#### INFORMATION PROVIDED ####
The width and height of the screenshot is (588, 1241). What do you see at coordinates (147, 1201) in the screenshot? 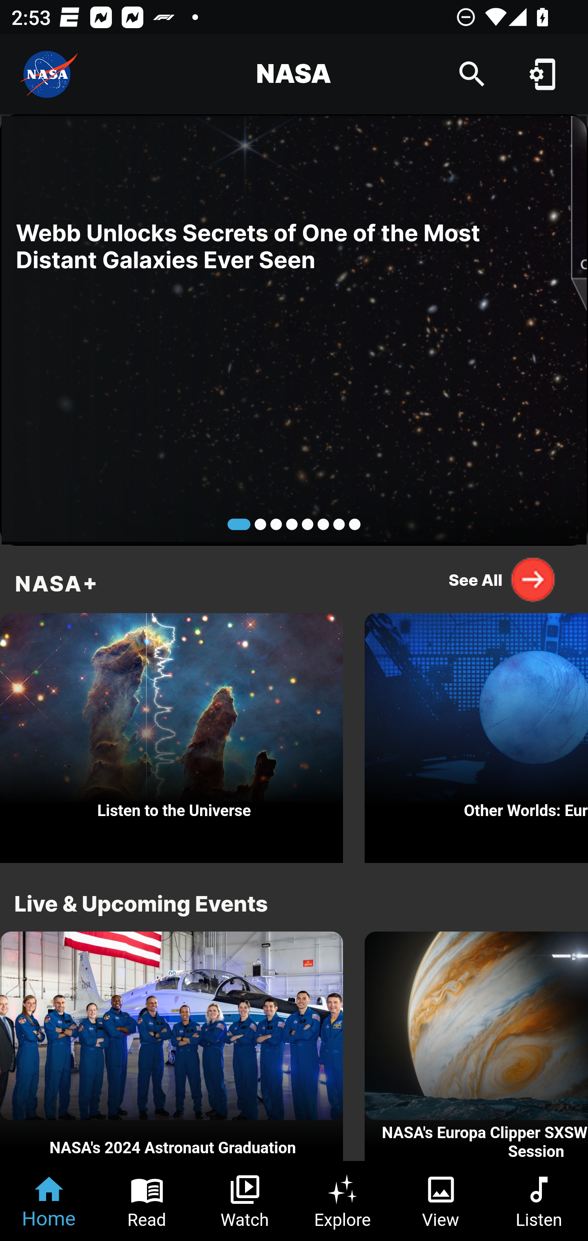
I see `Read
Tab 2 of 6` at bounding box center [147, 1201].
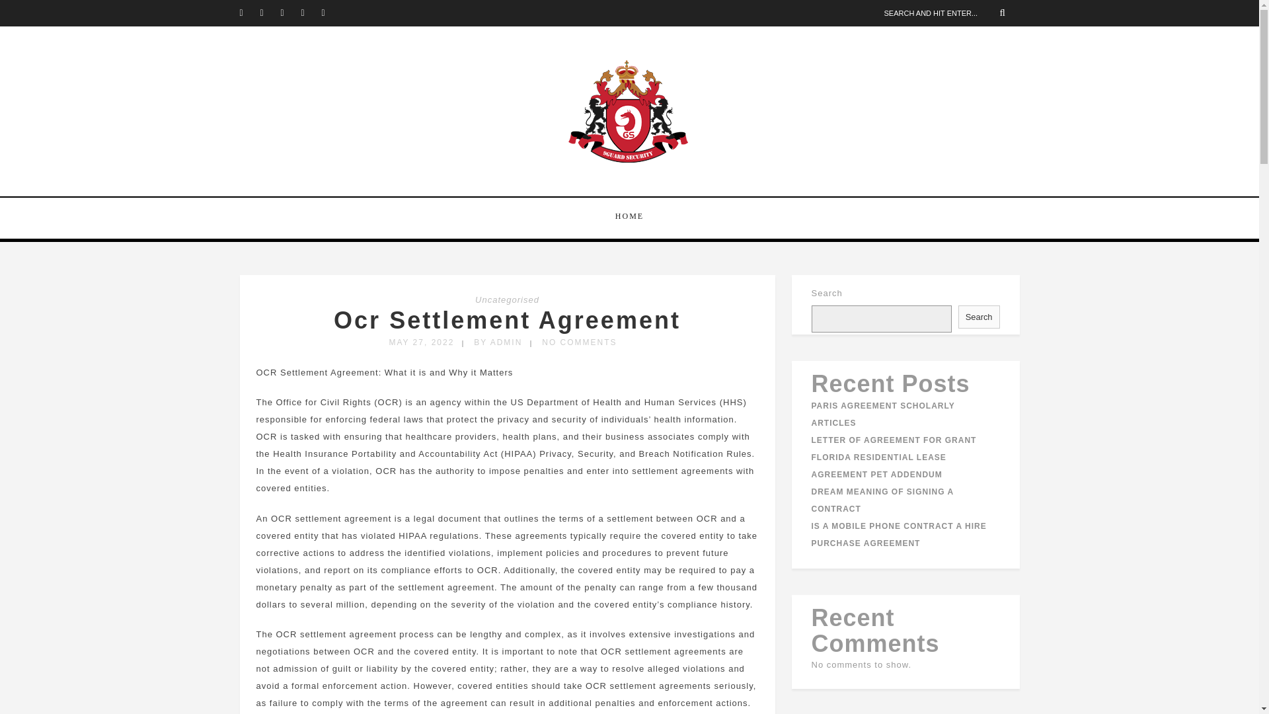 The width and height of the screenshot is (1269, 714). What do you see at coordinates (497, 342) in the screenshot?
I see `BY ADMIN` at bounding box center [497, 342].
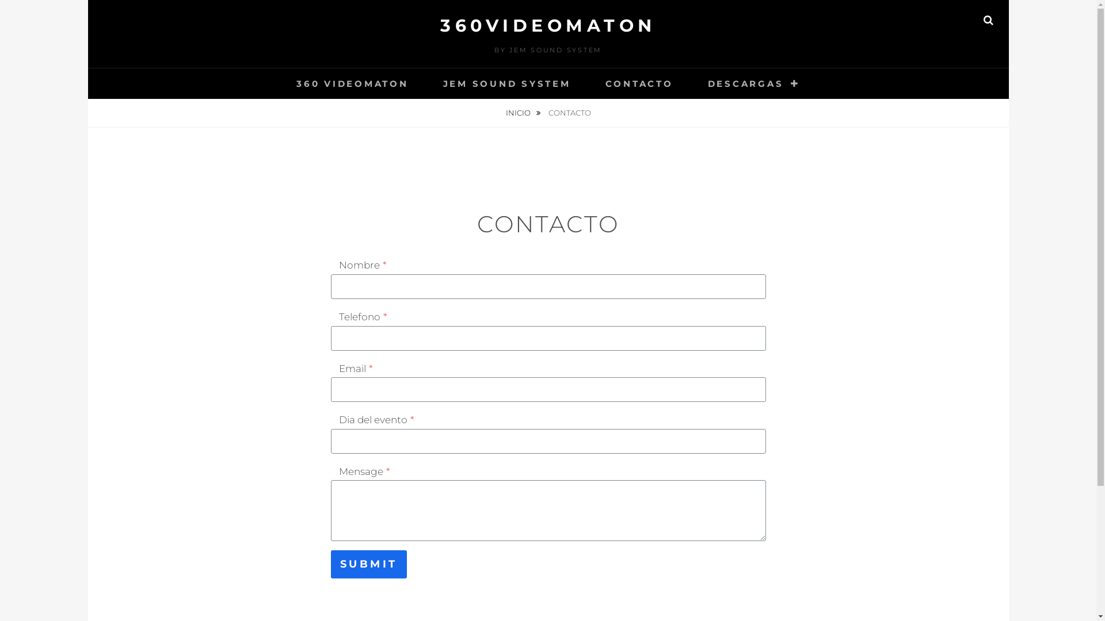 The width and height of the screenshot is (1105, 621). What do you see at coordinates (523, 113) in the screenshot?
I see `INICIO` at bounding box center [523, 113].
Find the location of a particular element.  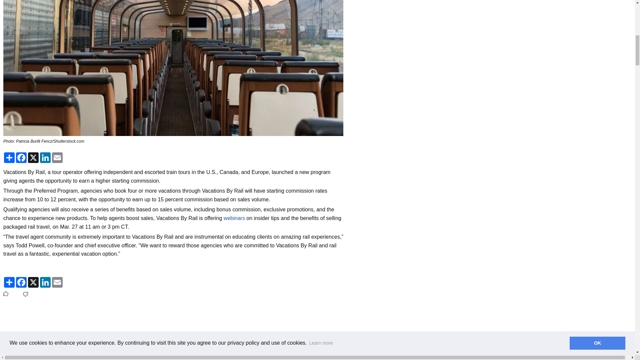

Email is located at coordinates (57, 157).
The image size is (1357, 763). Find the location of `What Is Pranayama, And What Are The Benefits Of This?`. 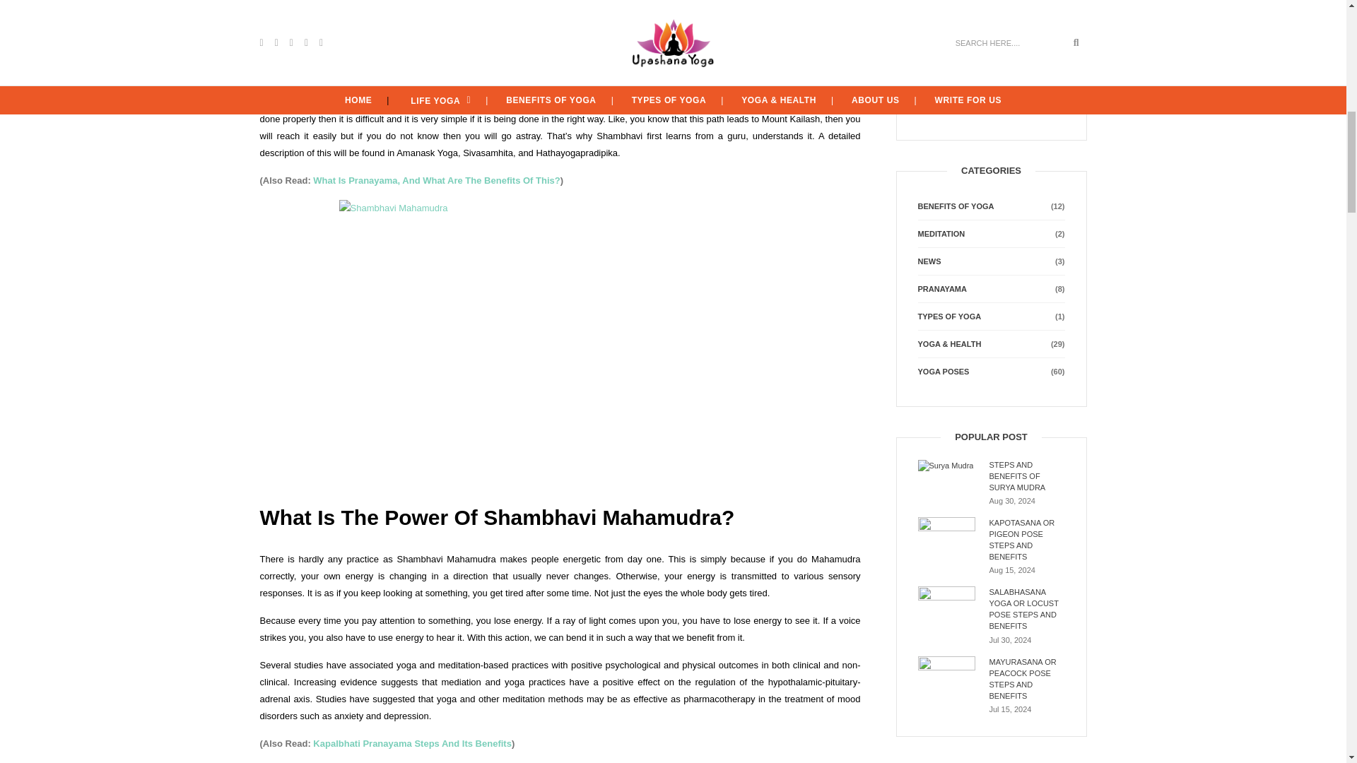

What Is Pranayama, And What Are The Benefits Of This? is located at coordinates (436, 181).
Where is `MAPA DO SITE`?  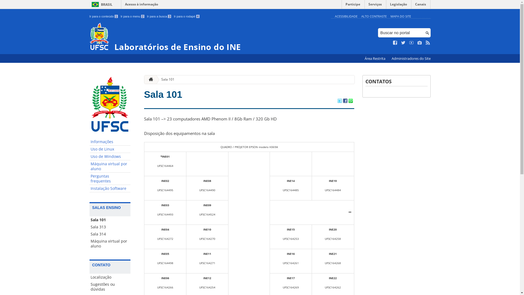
####
_INSTRUCTIONS TO FOLLOW_:
Wherever an image appears in the data, omit it and repeat everything else exactly.

_RESULT OF THIS TASK_:
The width and height of the screenshot is (588, 1241). What do you see at coordinates (147, 1201) in the screenshot? 
I see `Read
Tab 2 of 6` at bounding box center [147, 1201].
 The width and height of the screenshot is (1269, 714). What do you see at coordinates (497, 342) in the screenshot?
I see `BY ADMIN` at bounding box center [497, 342].
 The width and height of the screenshot is (1105, 621). What do you see at coordinates (523, 113) in the screenshot?
I see `INICIO` at bounding box center [523, 113].
Find the location of a particular element.  

Email is located at coordinates (57, 157).
The image size is (1357, 763). Find the location of `What Is Pranayama, And What Are The Benefits Of This?`. 

What Is Pranayama, And What Are The Benefits Of This? is located at coordinates (436, 181).
Where is `MAPA DO SITE`?  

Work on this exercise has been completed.